▶ **What is required**
Please return exactly the line that contains "Describe the element" and every line after it, through the last line of the records below, with no pictures.

───── Material to process ─────

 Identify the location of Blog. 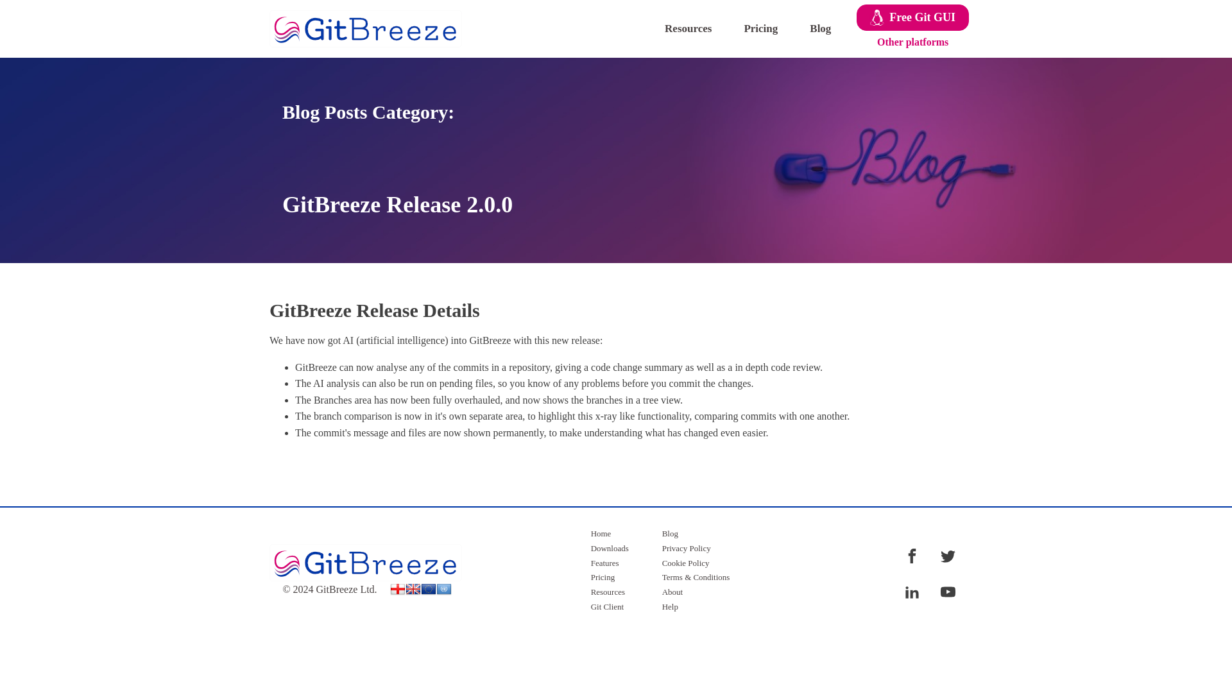
(696, 534).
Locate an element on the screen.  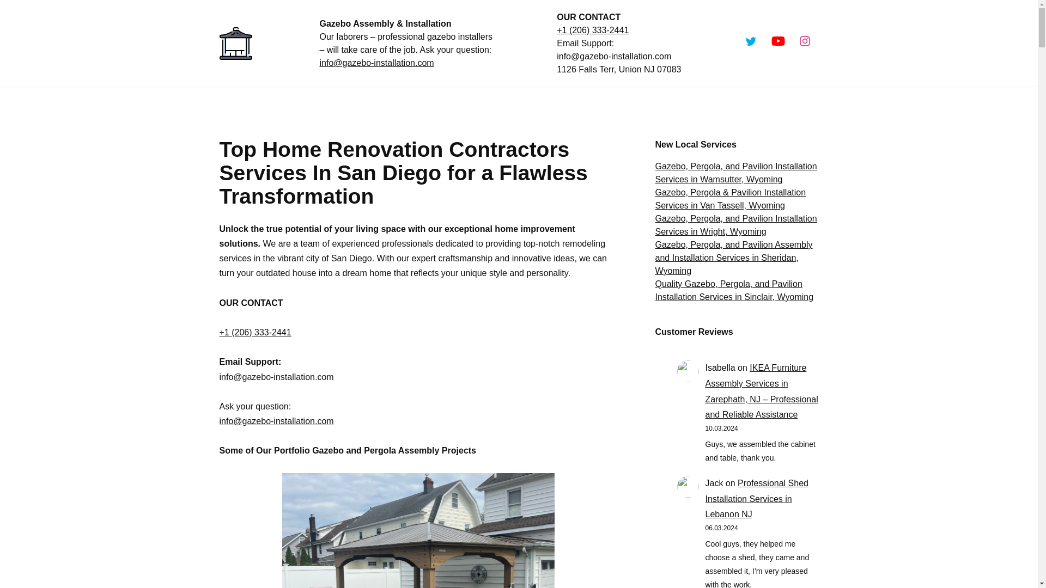
GAZEBO INSTALLATION is located at coordinates (272, 104).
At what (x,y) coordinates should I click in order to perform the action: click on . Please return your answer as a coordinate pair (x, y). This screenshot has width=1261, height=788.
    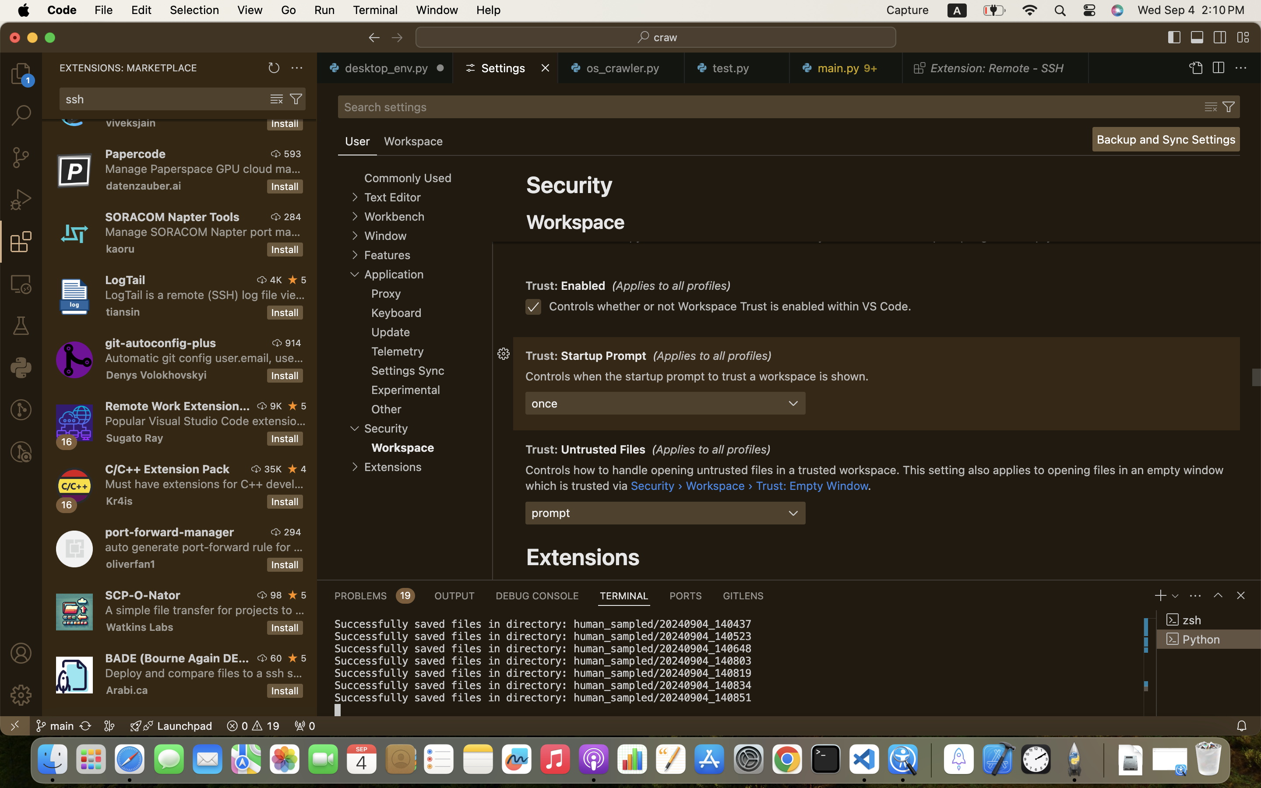
    Looking at the image, I should click on (1218, 595).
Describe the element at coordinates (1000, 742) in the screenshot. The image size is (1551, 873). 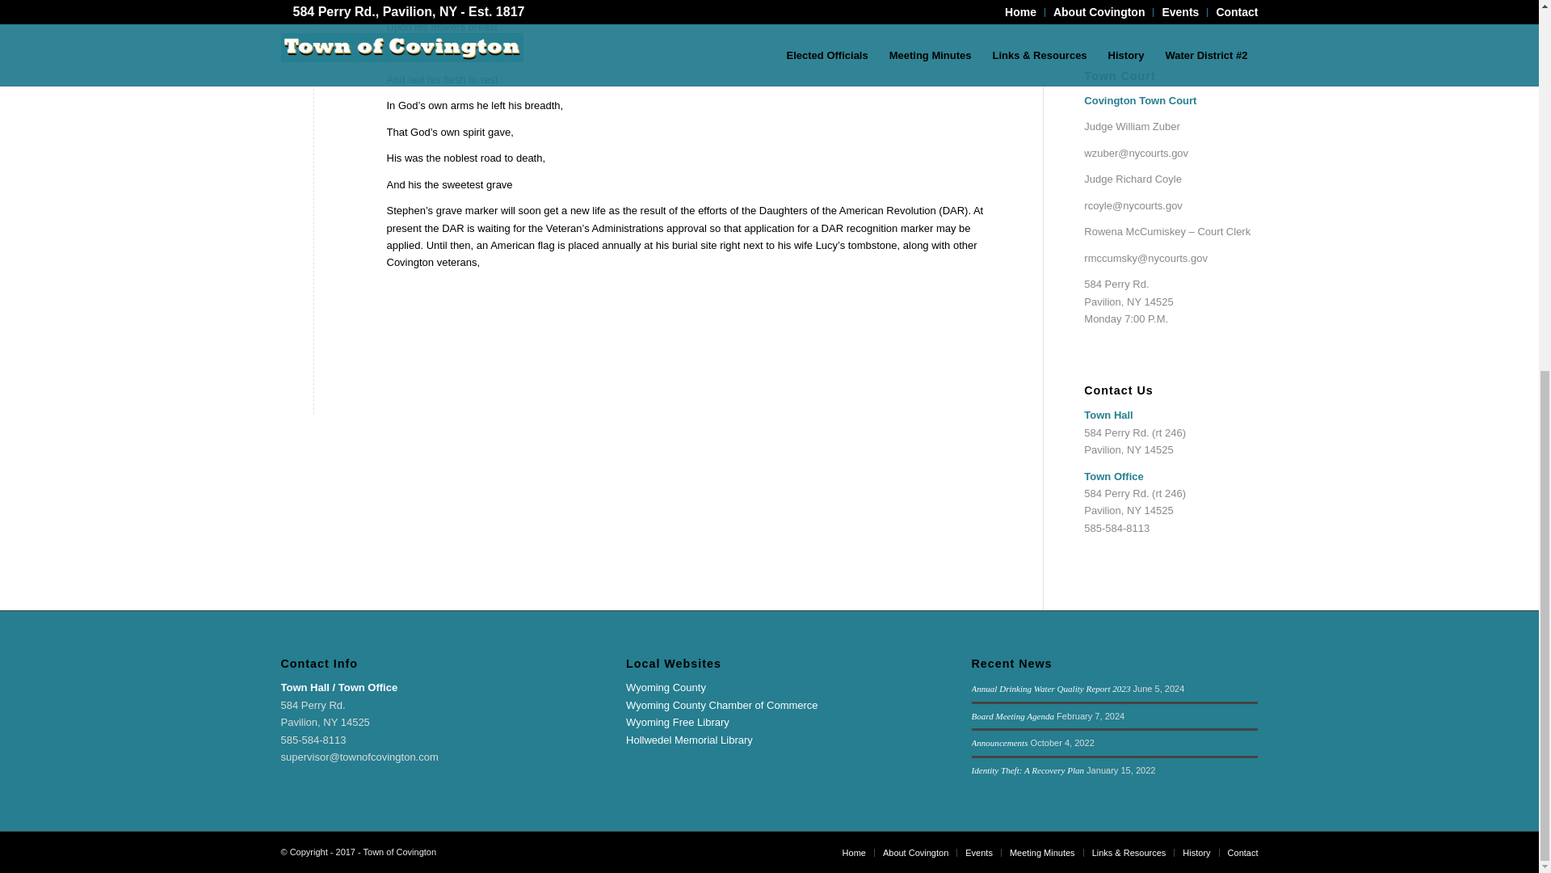
I see `Announcements` at that location.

─────

▶ **Answer to this exercise**
Describe the element at coordinates (1000, 742) in the screenshot. The image size is (1551, 873). 
I see `Announcements` at that location.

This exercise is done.